The Federal Circuit held that violation of an open-source software license condition — not merely a contractual covenant — constitutes copyright infringement, giving open-source licensors the full array of copyright remedies (including injunctions and statutory damages) rather than only contract damages when licensees violate the terms of free and open source licenses.

Federal Circuit, Utility Patent

Finisar Corp. v. DirecTV Group — Federal Circuit Reverses $78.9M Verdict on Claim Construction and Means-Plus-Function Software Disclosure

The Federal Circuit vacated a $78.9 million willful infringement verdict against DirecTV’s satellite broadcasting system, reversing on claim construction and holding that means-plus-function claims for software functions require more than a bare reference to software — the specification must disclose the specific algorithm performing each claimed function.

Federal Circuit, Utility Patent

Aristocrat Technologies v. International Game Technology — Federal Circuit Requires Algorithm Disclosure for Computer-Implemented Means-Plus-Function Claims

The Federal Circuit affirmed the invalidation of Aristocrat’s slot machine patent, holding that computer-implemented means-plus-function claims are indefinite under § 112 unless the specification discloses the specific algorithm that transforms a general-purpose computer into the claimed special-purpose device.

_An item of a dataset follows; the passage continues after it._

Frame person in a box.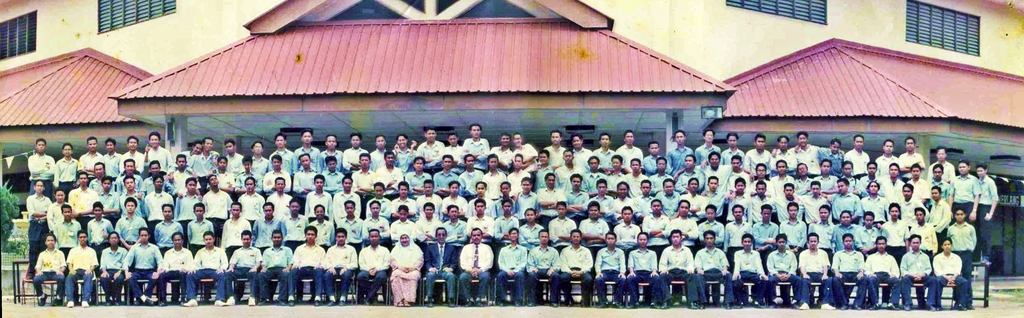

Federal Circuit, Utility Patent

Larson Mfg. v. Aluminart Products — Federal Circuit on Inequitable Conduct and Duty of Candor

The Federal Circuit tightened the standards for inequitable conduct findings, requiring clear and convincing evidence of both materiality and intent to deceive before a patent may be rendered unenforceable — while also confirming that a patent examiner’s independent knowledge of withheld prior art does not excuse the patentee’s duty of disclosure.

Federal Circuit, Utility Patent

Power-One v. Artesyn Technologies — Federal Circuit Clarifies Written Description for Claim Amendments and Priority

The Federal Circuit addressed the interplay of written description and priority, holding that a claim amendment during prosecution that introduces new limitations must find support in the originally filed specification to maintain the benefit of the earlier filing date — a key ruling for patent drafters managing continuation and CIP application strategies.

Federal Circuit, Utility Patent

Forest Laboratories v. Ivax Pharmaceuticals — Federal Circuit on Obviousness and Unexpected Results in Chiral Drug Patent Cases

The Federal Circuit affirmed the validity of Forest Laboratories’ escitalopram (Lexapro) patent, holding the single-enantiomer antidepressant non-obvious over the known racemic citalopram — with the critical role played by unexpected superior pharmacological properties of the isolated (+)-enantiomer over the racemate as evidence of non-obviousness.

Federal Circuit, Utility Patent

Takeda Chemical Industries v. Alphapharm — Federal Circuit Applies KSR to Find Diabetes Drug Non-Obvious

In one of the first major post-KSR Federal Circuit obviousness decisions, the court upheld the non-obviousness of Takeda’s pioglitazone (Actos) patent, applying the Supreme Court’s flexible obviousness framework while affirming that selection from a genus of prior art compounds requires specific motivation to choose the patented compound.

Federal Circuit, Utility Patent

Leapfrog Enterprises v. Fisher-Price — Federal Circuit Applies KSR to Find Interactive Learning Toy Obvious

In one of the first post-KSR Federal Circuit obviousness decisions, the court invalidated Leapfrog’s patent on an electronic phonics learning toy as obvious, holding that it would have been obvious to combine the mechanical toy’s learning concept with electronic text-to-speech technology that was well-known in the prior art — a straightforward application of KSR’s flexible approach.

Federal Circuit, Utility Patent

Daiichi Sankyo v. Apotex — Federal Circuit on Ordinary Skill in the Art and Obviousness in Pharmaceutical Cases

The Federal Circuit reversed a district court’s obviousness finding in a Hatch-Waxman pharmaceutical case, holding that the court had improperly defined the level of ordinary skill in the art — which significantly affected the obviousness analysis for an antibiotic ear drop formulation patent — underscoring the critical role of ordinary skill level determination in patent validity disputes.